Beyond time and attendance

Employers use technology to know when, where and how much employees are working

Earlier this year, the exploits of Montreal’s blue-collar workers made headlines when newspaper investigations discovered that 10 workers had spent more than 90 hours repairing nine potholes and another crew worked only 20 minutes in a six-hour period. The rest of the time the crew loafed around a municipal yard, drove around, ate lunch and ran errands.

In an effort to make the blue-collar workers more efficient, and to monitor their activity more closely, one of Montreal’s boroughs will install global positioning systems (GPS) in snow removal and other heavy vehicles this fall.

“The technology is so advanced that it enables us to know exactly when the vehicle is being used, how it’s being used and will enable us to get reports to better organize our work schedule so we can be more efficient in providing services,” said Michael Applebaum, mayor of the borough of Côte-des-Neiges and Notre-Dame-de-Grâce.

Applebaum is still working out exactly which technology to use. The plan is to use a combination of GPS, two-way communication so the foreman can be in constant contact with crews on the road and software that allows the main office to gather information for reports from each vehicle.

“It’s not only a GPS system,” said Applebaum. “It’s going to be giving us all kinds of data and information.”

The use of this technology isn’t new in Canada, he said.

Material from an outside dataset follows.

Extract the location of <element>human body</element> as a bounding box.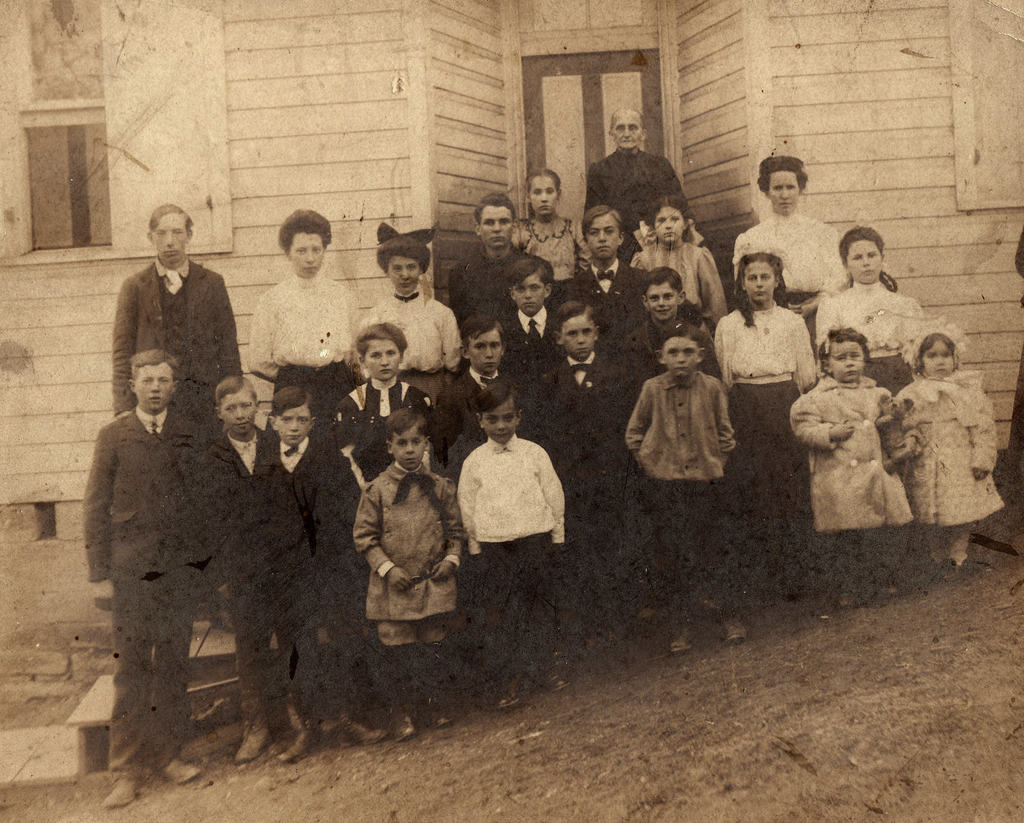
106 215 254 410.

Edmonton and Pointe Claire, Que., a city just west of Montreal, already use GPS in some municipal vehicles, said Applebaum. However, Montreal has a contentious history with its main blue-collar union, the Syndicat des cols bleus regroupés de Montreal. Past labour negotiations have led to violent standoffs and the media have often portrayed the workers as overpaid, thuggish layabouts.

While he hasn’t yet talked to the union, Applebaum said he’s confident the technology will be well received by the union leadership and its members.

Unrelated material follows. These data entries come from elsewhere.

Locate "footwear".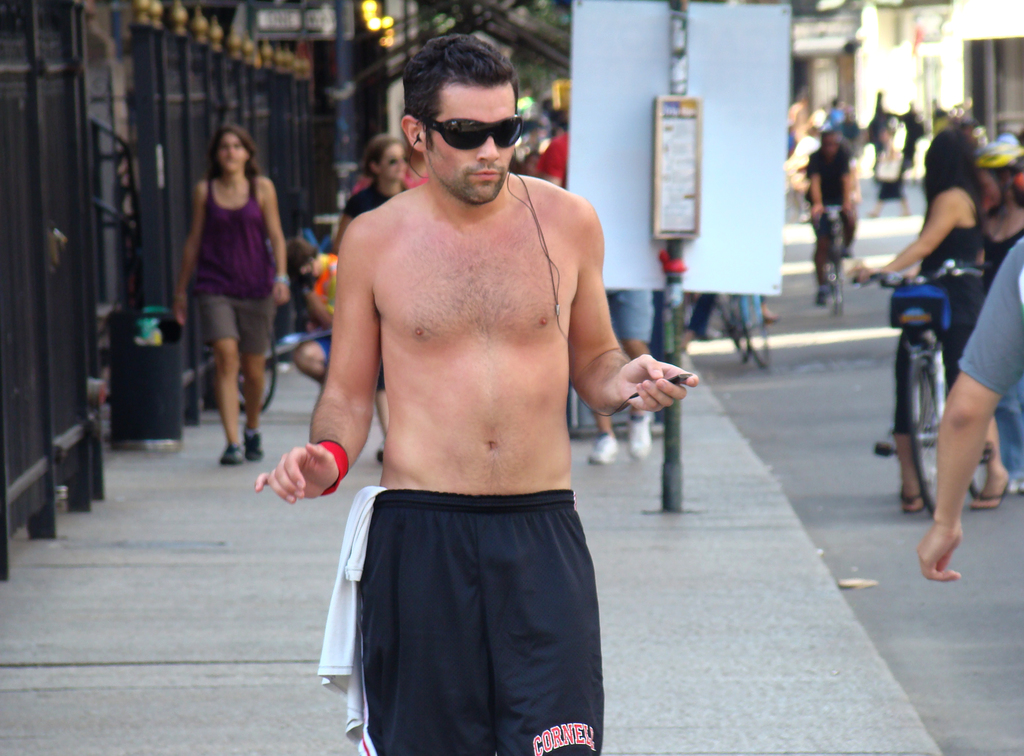
Bounding box: 971,475,1011,510.
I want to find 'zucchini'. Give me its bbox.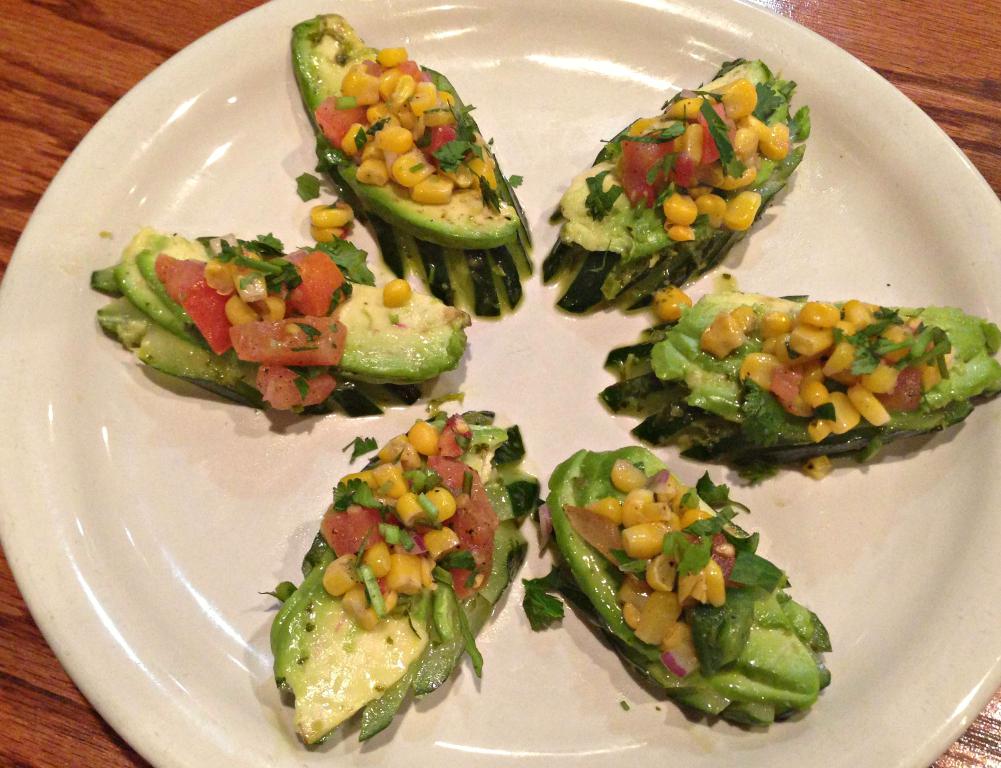
{"left": 262, "top": 404, "right": 536, "bottom": 746}.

“The union representatives said very clearly that they felt the problem of inefficiency was due in part to the foreman not giving out the work appropriately,” said Applebaum. “I think this type of equipment will now be able to help us analyse how we’re doing our work schedules and who we’re sending out to do different tasks. Our objective here is not to follow the individuals.”

Advances in software are making it easier for companies to more accurately track exactly when an employee is working and see if there are trends in individual or department absences. Customers of Mitrefinch, an international employee management systems producer with Canadian head offices in Cooksville, Ont., are asking for more HR functions in the time and attendance programs so they don’t have to buy an HRIS as well, said Ed Van Hooydonk, the company’s director of business development.

The use of biometrics — fingerprint scans being the most popular — in time and attendance technology has become more commonplace recently. One-quarter of Mitrefinch’s clients are buying technology with a biometric component, said Van Hooydonk.

“Three to four years ago we were still educating customers about the benefits of biometrics and now they all know it, they all get it and they’re all interested in looking at the technology much deeper than they would have before,” he said.

Biometrics eliminate the problem of “buddy punching,” where workers clock each other in and out. However, some employees and unions in Canada are still wary of the use of fingerprint scans for time and attendance, worrying that the information could be given to the authorities or used against the employee in a criminal case.

Matthew Bogart, the director of communications at Bioscrypt, a Markham, Ont.-based biometric technology firm, said the worries are unfounded. There are two forms of fingerprint analysis. The first, used by policing agencies around the world, is called a “minutiae-based” approach. This approach allows police to run a search and identify a suspect in a database based on his fingerprint. This requires a high level of detail to match the minutiae points (local ridge characteristics that occur at either a ridge bifurcation or a ridge ending) for an accurate identification.

The second, used in the technology Bioscrypt sells to the manufacturers of various time clocks, is called a “pattern-based” approach. It looks at the overall pattern of the fingerprint and can only be used for verification, not identification, purposes. The system doesn’t search against all employees to find a match, but rather it verifies that the employee’s fingerprint scan matches his fingerprint on file.

“The amount of information that’s gathered to do the match is not of a quality that is permissible to go back and do a search against you,” said Bogart

For manufacturers, time and attendance technology can also help them cost labour. Touch-screen technology on the shop floor lets workers enter their information using drop-down menus to indicate when they started and stopped work on a particular project. Web-based software then allows the company to calculate the exact labour cost of manufacturing a particular product.

Mitrefinch’s Van Hooydonk expects this technology to take off over the next few years. “In today’s manufacturing environment where cost is everything and we have low-cost products coming out of China and India, these sorts of things are becoming much more interesting to track.”

He also expects to see more companies requesting technology that will allow them to track remote employees. Tracking technology can be imbedded in cellphones, personal digital assistants (PDAs) and laptops.

“There’s a lot of interest but we’re not seeing a lot of customers acquiring that technology today. As high speed wireless networks start to develop and grow, the infrastructure to support remote data collection will be enhanced,” said Van Hooydonk.